In October 2018 we travelled to Ireland. Later we would go on to England (the south coast and London) before travelling overland (and underwater) by rail to Belgium and then on to Berlin to visit our grandchildren there. 

The island of Ireland is not very big, about a quarter as large again as Tasmania, with a population not much bigger than Sydney (4.75 million in the Republic of Ireland with another 1.85 million in Northern Ireland).  So it's mainly rural and not very densely populated. 
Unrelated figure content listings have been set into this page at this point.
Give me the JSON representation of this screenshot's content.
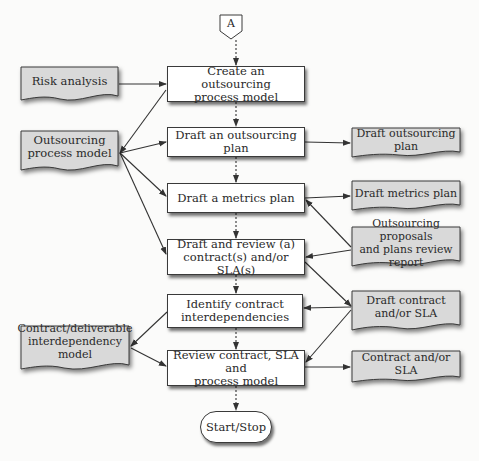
{
  "diagram": {
    "type": "flowchart",
    "start_connector": {
      "label": "A"
    },
    "process_steps": [
      {
        "id": "p1",
        "label_line1": "Create an outsourcing",
        "label_line2": "process model"
      },
      {
        "id": "p2",
        "label_line1": "Draft an outsourcing plan",
        "label_line2": ""
      },
      {
        "id": "p3",
        "label_line1": "Draft a metrics plan",
        "label_line2": ""
      },
      {
        "id": "p4",
        "label_line1": "Draft and review (a)",
        "label_line2": "contract(s) and/or SLA(s)"
      },
      {
        "id": "p5",
        "label_line1": "Identify contract",
        "label_line2": "interdependencies"
      },
      {
        "id": "p6",
        "label_line1": "Review contract, SLA and",
        "label_line2": "process model"
      }
    ],
    "terminal": {
      "label": "Start/Stop"
    },
    "input_documents": [
      {
        "id": "d_risk",
        "label_line1": "Risk analysis",
        "label_line2": ""
      },
      {
        "id": "d_opm",
        "label_line1": "Outsourcing",
        "label_line2": "process model"
      },
      {
        "id": "d_cdim",
        "label_line1": "Contract/deliverable",
        "label_line2": "interdependency model"
      }
    ],
    "output_documents": [
      {
        "id": "o_plan",
        "label_line1": "Draft outsourcing plan",
        "label_line2": ""
      },
      {
        "id": "o_metrics",
        "label_line1": "Draft metrics plan",
        "label_line2": ""
      },
      {
        "id": "o_review",
        "label_line1": "Outsourcing proposals",
        "label_line2": "and plans review report"
      },
      {
        "id": "o_contract",
        "label_line1": "Draft contract",
        "label_line2": "and/or SLA"
      },
      {
        "id": "o_final",
        "label_line1": "Contract and/or SLA",
        "label_line2": ""
      }
    ],
    "edges": [
      {
        "from": "A",
        "to": "p1",
        "style": "dotted"
      },
      {
        "from": "p1",
        "to": "p2",
        "style": "dotted"
      },
      {
        "from": "p2",
        "to": "p3",
        "style": "dotted"
      },
      {
        "from": "p3",
        "to": "p4",
        "style": "dotted"
      },
      {
        "from": "p4",
        "to": "p5",
        "style": "dotted"
      },
      {
        "from": "p5",
        "to": "p6",
        "style": "dotted"
      },
      {
        "from": "p6",
        "to": "terminal",
        "style": "dotted"
      },
      {
        "from": "d_risk",
        "to": "p1",
        "style": "solid"
      },
      {
        "from": "p1",
        "to": "d_opm",
        "style": "solid"
      },
      {
        "from": "d_opm",
        "to": "p2",
        "style": "solid"
      },
      {
        "from": "d_opm",
        "to": "p3",
        "style": "solid"
      },
      {
        "from": "d_opm",
        "to": "p4",
        "style": "solid"
      },
      {
        "from": "p2",
        "to": "o_plan",
        "style": "solid"
      },
      {
        "from": "p3",
        "to": "o_metrics",
        "style": "solid"
      },
      {
        "from": "o_review",
        "to": "p3",
        "style": "solid"
      },
      {
        "from": "o_review",
        "to": "p4",
        "style": "solid"
      },
      {
        "from": "p4",
        "to": "o_contract",
        "style": "solid"
      },
      {
        "from": "o_contract",
        "to": "p5",
        "style": "solid"
      },
      {
        "from": "o_contract",
        "to": "p6",
        "style": "solid"
      },
      {
        "from": "p5",
        "to": "d_cdim",
        "style": "solid"
      },
      {
        "from": "d_cdim",
        "to": "p6",
        "style": "solid"
      },
      {
        "from": "p6",
        "to": "o_final",
        "style": "solid"
      }
    ],
    "colors": {
      "document_fill": "#d9d9d9",
      "process_fill": "#ffffff",
      "stroke": "#3a3a3a"
    }
  }
}
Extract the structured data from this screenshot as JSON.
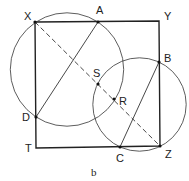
{
  "caption": "b",
  "colors": {
    "stroke": "#222222",
    "background": "#ffffff"
  },
  "square": {
    "vertices": {
      "X": [
        35,
        22
      ],
      "Y": [
        159,
        21
      ],
      "Z": [
        160,
        146
      ],
      "T": [
        36,
        148
      ]
    }
  },
  "points": {
    "X": {
      "label": "X",
      "pos": [
        35,
        22
      ],
      "label_pos": [
        24,
        20
      ]
    },
    "A": {
      "label": "A",
      "pos": [
        98,
        22
      ],
      "label_pos": [
        96,
        14
      ]
    },
    "Y": {
      "label": "Y",
      "pos": [
        159,
        21
      ],
      "label_pos": [
        164,
        20
      ]
    },
    "B": {
      "label": "B",
      "pos": [
        159,
        62
      ],
      "label_pos": [
        164,
        62
      ]
    },
    "S": {
      "label": "S",
      "pos": [
        98,
        84
      ],
      "label_pos": [
        93,
        77
      ]
    },
    "R": {
      "label": "R",
      "pos": [
        114,
        99
      ],
      "label_pos": [
        119,
        105
      ]
    },
    "D": {
      "label": "D",
      "pos": [
        36,
        117
      ],
      "label_pos": [
        22,
        121
      ]
    },
    "T": {
      "label": "T",
      "pos": [
        36,
        148
      ],
      "label_pos": [
        25,
        152
      ]
    },
    "C": {
      "label": "C",
      "pos": [
        120,
        147
      ],
      "label_pos": [
        116,
        162
      ]
    },
    "Z": {
      "label": "Z",
      "pos": [
        160,
        146
      ],
      "label_pos": [
        165,
        158
      ]
    }
  },
  "circles": [
    {
      "name": "circle-AD",
      "center": [
        67,
        69.5
      ],
      "radius": 56.7
    },
    {
      "name": "circle-BC",
      "center": [
        139.5,
        104.5
      ],
      "radius": 46.7
    }
  ],
  "segments": [
    {
      "name": "chord-AD",
      "from": "A",
      "to": "D",
      "style": "solid"
    },
    {
      "name": "chord-BC",
      "from": "B",
      "to": "C",
      "style": "solid"
    },
    {
      "name": "diagonal-XZ",
      "from": "X",
      "to": "Z",
      "style": "dashed"
    }
  ]
}
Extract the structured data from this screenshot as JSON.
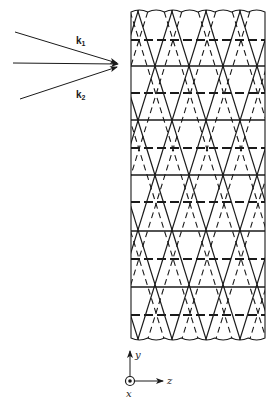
{
  "figure": {
    "colors": {
      "ink": "#1a1a1a",
      "background": "#ffffff"
    },
    "wave_vectors": {
      "k1": {
        "label": "k",
        "subscript": "1",
        "from": [
          15,
          32
        ],
        "to": [
          117,
          63
        ]
      },
      "center": {
        "label": "",
        "from": [
          13,
          63
        ],
        "to": [
          118,
          64
        ]
      },
      "k2": {
        "label": "k",
        "subscript": "2",
        "from": [
          20,
          99
        ],
        "to": [
          117,
          67
        ]
      }
    },
    "slab": {
      "left": 131,
      "right": 265,
      "top": 12,
      "bottom": 338,
      "horizontal_lines": [
        {
          "y": 40,
          "style": "dashed"
        },
        {
          "y": 66,
          "style": "solid"
        },
        {
          "y": 93,
          "style": "dashed"
        },
        {
          "y": 120,
          "style": "solid"
        },
        {
          "y": 148,
          "style": "dashed"
        },
        {
          "y": 175,
          "style": "solid"
        },
        {
          "y": 202,
          "style": "dashed"
        },
        {
          "y": 231,
          "style": "solid"
        },
        {
          "y": 259,
          "style": "dashed"
        },
        {
          "y": 287,
          "style": "solid"
        },
        {
          "y": 315,
          "style": "dashed"
        }
      ],
      "lattice_period_x": 34
    },
    "axes": {
      "origin": [
        130,
        381
      ],
      "y_label": "y",
      "z_label": "z",
      "x_label": "x",
      "x_direction": "out-of-page (dot in circle)"
    }
  }
}
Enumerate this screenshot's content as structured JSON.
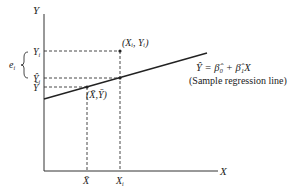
{
  "diagram": {
    "type": "regression_scatter",
    "axes": {
      "x_label": "X",
      "y_label": "Y"
    },
    "y_ticks": [
      {
        "id": "yi",
        "label": "Y",
        "sub": "i"
      },
      {
        "id": "yhat_i",
        "label": "Ŷ",
        "sub": "i"
      },
      {
        "id": "ybar",
        "label": "Ȳ",
        "sub": ""
      }
    ],
    "x_ticks": [
      {
        "id": "xbar",
        "label": "X̄",
        "sub": ""
      },
      {
        "id": "xi",
        "label": "X",
        "sub": "i"
      }
    ],
    "points": {
      "observed": "(Xᵢ, Yᵢ)",
      "mean": "(X̄,Ȳ)"
    },
    "residual_label": {
      "text": "e",
      "sub": "i"
    },
    "equation": "Ŷ = β̂₀ + β̂₁X",
    "caption": "(Sample regression line)",
    "colors": {
      "line": "#222222",
      "dash": "#333333",
      "text": "#222222"
    }
  }
}
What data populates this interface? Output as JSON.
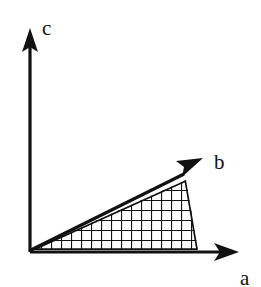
{
  "figure": {
    "background_color": "#ffffff",
    "stroke_color": "#111111",
    "width": 261,
    "height": 287
  },
  "axes": [
    {
      "id": "c",
      "label": "c",
      "direction": "up",
      "origin": {
        "x": 30,
        "y": 252
      },
      "tip": {
        "x": 30,
        "y": 30
      },
      "label_position": {
        "x": 42,
        "y": 18
      }
    },
    {
      "id": "b",
      "label": "b",
      "direction": "up-right-diagonal",
      "origin": {
        "x": 30,
        "y": 252
      },
      "tip": {
        "x": 201,
        "y": 159
      },
      "label_position": {
        "x": 214,
        "y": 152
      }
    },
    {
      "id": "a",
      "label": "a",
      "direction": "right",
      "origin": {
        "x": 30,
        "y": 252
      },
      "tip": {
        "x": 238,
        "y": 252
      },
      "label_position": {
        "x": 240,
        "y": 268
      },
      "label_clipped": "bottom edge"
    }
  ],
  "region": {
    "name": "cross-hatched-triangle",
    "fill_pattern": "grid-crosshatch",
    "pattern_cell_size": 10,
    "pattern_line_width": 2,
    "pattern_color": "#111111",
    "fill_color": "#ffffff",
    "outline_color": "#111111",
    "outline_width": 3,
    "vertices": [
      {
        "x": 31,
        "y": 250
      },
      {
        "x": 186,
        "y": 180
      },
      {
        "x": 198,
        "y": 250
      }
    ]
  },
  "arrowheads": {
    "style": "solid-filled-triangle",
    "color": "#111111",
    "length": 22,
    "half_width": 9
  }
}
It was unusually warm for October in Europe, including Germany, and Ireland is a very pleasant part of the world, not unlike Tasmania, and in many ways familiar, due to a shared language and culture.

Read more: Ireland

Fiction, Recollections & News

Wedding

 

 

Jordan Baker and Jeff Purser were married on Saturday 3rd of December 2011. The ceremony took place on the cliff top at Clovelly.

Read more: Wedding

Opinions and Philosophy

Tragedy in Norway

 

 

The extraordinary tragedy in Norway points yet again to the dangers of extremism in any religion. 

I find it hard to comprehend that anyone can hold their religious beliefs so strongly that they are driven to carefully plan then systematically kill others.  Yet it seems to happen all to often.

The Norwegian murderer, Anders Behring Breivik, reportedly quotes Sydney's Cardinal Pell, John Howard and Peter Costello in his manifesto.   Breivik apparently sees himself as a Christian Knight on a renewed Crusade to stem the influx of Muslims to Europe; and to Norway in particular.